• [What you need to do]: From the line with "Locate an element" through the last line of the records below, both ends included, transcribe only those lines, exactly, and omit the pictures.

Pixel coordinate grounding data
=== Section Start ===

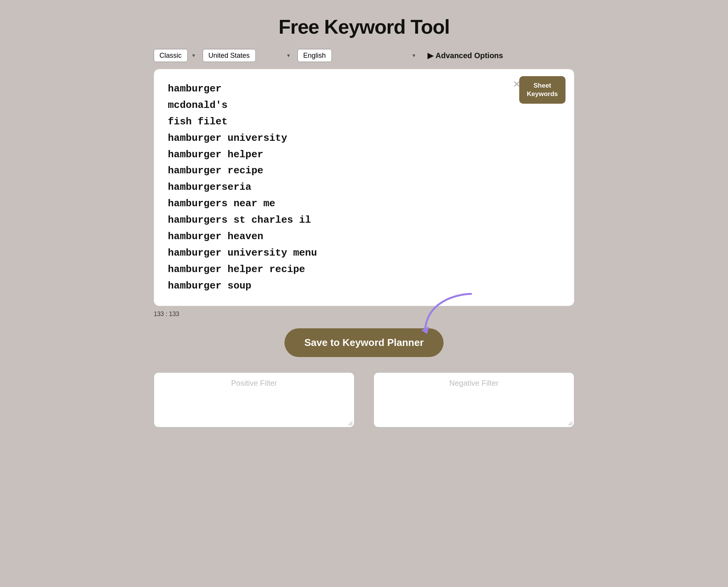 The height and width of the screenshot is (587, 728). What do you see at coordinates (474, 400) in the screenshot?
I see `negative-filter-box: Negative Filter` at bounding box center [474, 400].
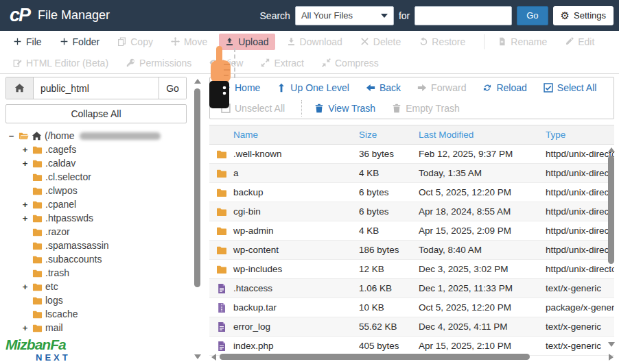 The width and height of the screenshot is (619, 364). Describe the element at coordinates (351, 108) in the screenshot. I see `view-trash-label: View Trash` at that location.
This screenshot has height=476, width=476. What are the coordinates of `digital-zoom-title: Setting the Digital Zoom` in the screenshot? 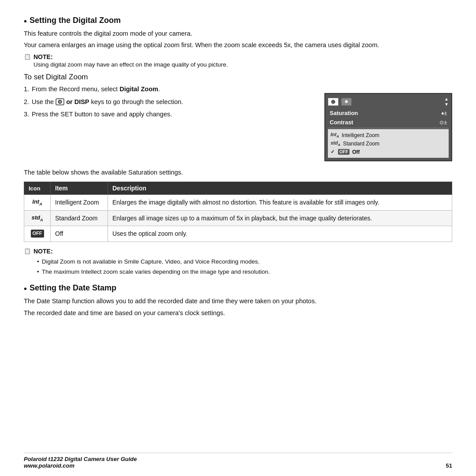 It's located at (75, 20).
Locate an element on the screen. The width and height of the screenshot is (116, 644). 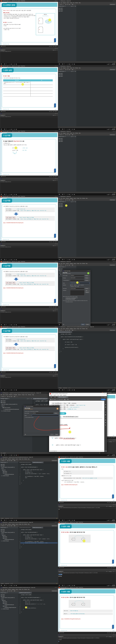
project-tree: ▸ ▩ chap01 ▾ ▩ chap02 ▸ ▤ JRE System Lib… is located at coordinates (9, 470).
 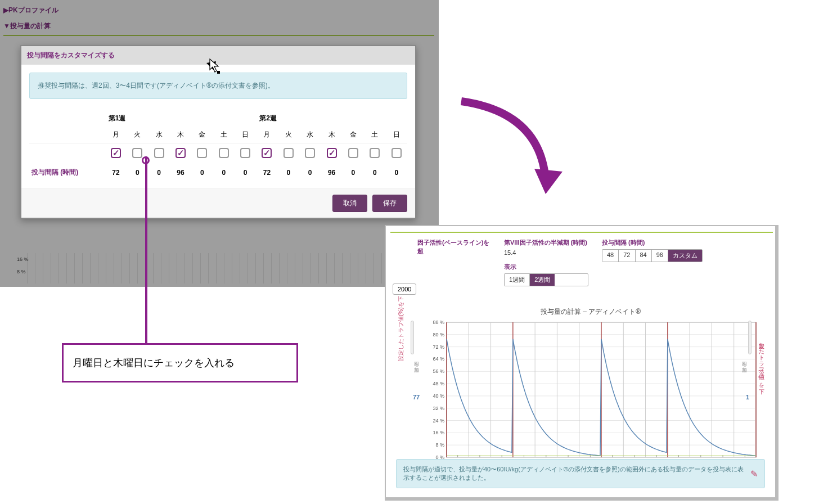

=== Section End ===

• [Task answer]:
Locate an element on the screen. The width and height of the screenshot is (116, 644). 
project-tree: ▸ ▩ chap01 ▾ ▩ chap02 ▸ ▤ JRE System Lib… is located at coordinates (9, 470).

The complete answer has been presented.